Azithromycin immediate-release tablets should be taken on an empty stomach (at least 1 hour before or 2 hours after eating), because food reduces azithromycin bioavailability — specifically, a high-fat meal has been shown to reduce the peak serum concentration (Cmax) of azithromycin oral suspension and tablets. This is in contrast to clarithromycin, which can be taken with or without food, and erythromycin, which may have variable effects with food depending on formulation. Despite its fasting requirement, azithromycin has significantly better GI tolerability than erythromycin, and better tolerability than clarithromycin as well. The primary mechanism of macrolide-associated GI adverse effects — nausea, vomiting, cramping, diarrhea — is pharmacological agonism of motilin receptors in the GI tract, not direct mucosal irritation. Erythromycin is the most potent motilin receptor agonist among the three macrolides, explaining its greatest GI intolerance burden; azithromycin has substantially lower motilin receptor affinity, producing fewer GI motility adverse effects despite its oral administration. This motilin-agonist mechanism also explains why erythromycin's GI effects are dose-dependent and exploitable therapeutically at sub-antimicrobial doses for gastroparesis.

  • Option A: Option A is incorrect because azithromycin immediate-release should be taken on an empty stomach, not with food; and the three macrolides differ substantially in motilin receptor affinity and GI tolerability, with erythromycin being the most potent motilin agonist and azithromycin the least.
  • Option B: Option B is incorrect because azithromycin does not require calcium chelation of gastric acid for stability; azithromycin is more acid-stable than erythromycin (a major advantage of its azalide ring structure), and dairy products do not play a role in azithromycin absorption optimization.
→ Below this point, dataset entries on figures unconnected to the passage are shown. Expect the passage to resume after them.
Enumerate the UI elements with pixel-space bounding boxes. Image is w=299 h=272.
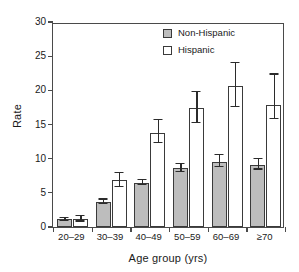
y-tick-mark [48,90,53,91]
legend-swatch-hispanic [163,46,172,55]
error-bar-cap-lower [60,220,69,221]
y-tick-label: 15 [22,118,46,131]
x-tick-label: 20–29 [58,231,84,242]
y-tick-label: 30 [22,15,46,28]
x-tick-label: 30–39 [97,231,123,242]
error-bar-cap-lower [253,168,262,169]
error-bar-cap-upper [192,91,201,92]
chart-legend: Non-Hispanic Hispanic [163,26,235,60]
y-tick-label: 20 [22,83,46,96]
error-bar-cap-lower [215,166,224,167]
x-axis-label: Age group (yrs) [52,252,284,264]
bar-non-hispanic [134,183,149,227]
y-tick-mark [48,56,53,57]
error-bar-cap-lower [153,142,162,143]
error-bar-cap-upper [153,119,162,120]
bar-non-hispanic [250,165,265,227]
bar-non-hispanic [212,162,227,227]
error-bar-cap-upper [215,154,224,155]
legend-item-non-hispanic: Non-Hispanic [163,26,235,40]
error-bar-cap-lower [99,203,108,204]
error-bar [235,63,236,107]
x-tick-mark [130,227,131,232]
x-tick-label: 60–69 [213,231,239,242]
error-bar-cap-upper [76,215,85,216]
error-bar-cap-upper [269,73,278,74]
error-bar-cap-lower [137,184,146,185]
bar-hispanic [228,86,243,227]
legend-label-non-hispanic: Non-Hispanic [178,26,235,40]
x-tick-label: 40–49 [135,231,161,242]
y-tick-mark [48,192,53,193]
bar-non-hispanic [96,202,111,227]
error-bar-cap-upper [231,62,240,63]
x-tick-mark [208,227,209,232]
chart-figure: Rate Age group (yrs) 051015202530 20–293… [0,0,299,272]
error-bar [158,120,159,143]
y-tick-mark [48,21,53,22]
y-tick-label: 0 [22,220,46,233]
x-tick-label: 50–59 [174,231,200,242]
error-bar-cap-lower [192,122,201,123]
x-tick-mark [92,227,93,232]
error-bar-cap-upper [60,217,69,218]
error-bar-cap-lower [76,220,85,221]
legend-item-hispanic: Hispanic [163,43,235,57]
y-tick-mark [48,124,53,125]
error-bar [196,92,197,123]
y-tick-label: 10 [22,152,46,165]
error-bar-cap-upper [115,172,124,173]
bar-hispanic [112,180,127,227]
error-bar-cap-lower [269,118,278,119]
y-tick-label: 25 [22,49,46,62]
y-tick-mark [48,158,53,159]
x-tick-mark [285,227,286,232]
error-bar-cap-lower [231,106,240,107]
bar-non-hispanic [173,168,188,227]
y-tick-label: 5 [22,186,46,199]
error-bar-cap-upper [253,158,262,159]
x-tick-mark [246,227,247,232]
x-tick-mark [169,227,170,232]
x-tick-label: ≥70 [257,231,273,242]
error-bar-cap-upper [99,198,108,199]
error-bar-cap-lower [176,171,185,172]
error-bar-cap-lower [115,186,124,187]
x-tick-mark [53,227,54,232]
legend-label-hispanic: Hispanic [178,43,214,57]
error-bar-cap-upper [137,179,146,180]
bar-hispanic [189,108,204,227]
bar-hispanic [266,105,281,227]
bar-hispanic [150,133,165,227]
error-bar [274,75,275,119]
error-bar-cap-upper [176,163,185,164]
legend-swatch-non-hispanic [163,29,172,38]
  • Option C: Option C is incorrect because azithromycin immediate-release tablets should be taken on an empty stomach, not with food; this distinguishes azithromycin from clarithromycin, which may be taken with or without food.
  • Option E: Option E is incorrect because food does not denature azithromycin through a Maillard reaction; the lactone ring does not undergo carbonyl-amino Maillard chemistry under physiological conditions, and this is not a recognized mechanism of macrolide GI effects or food interactions.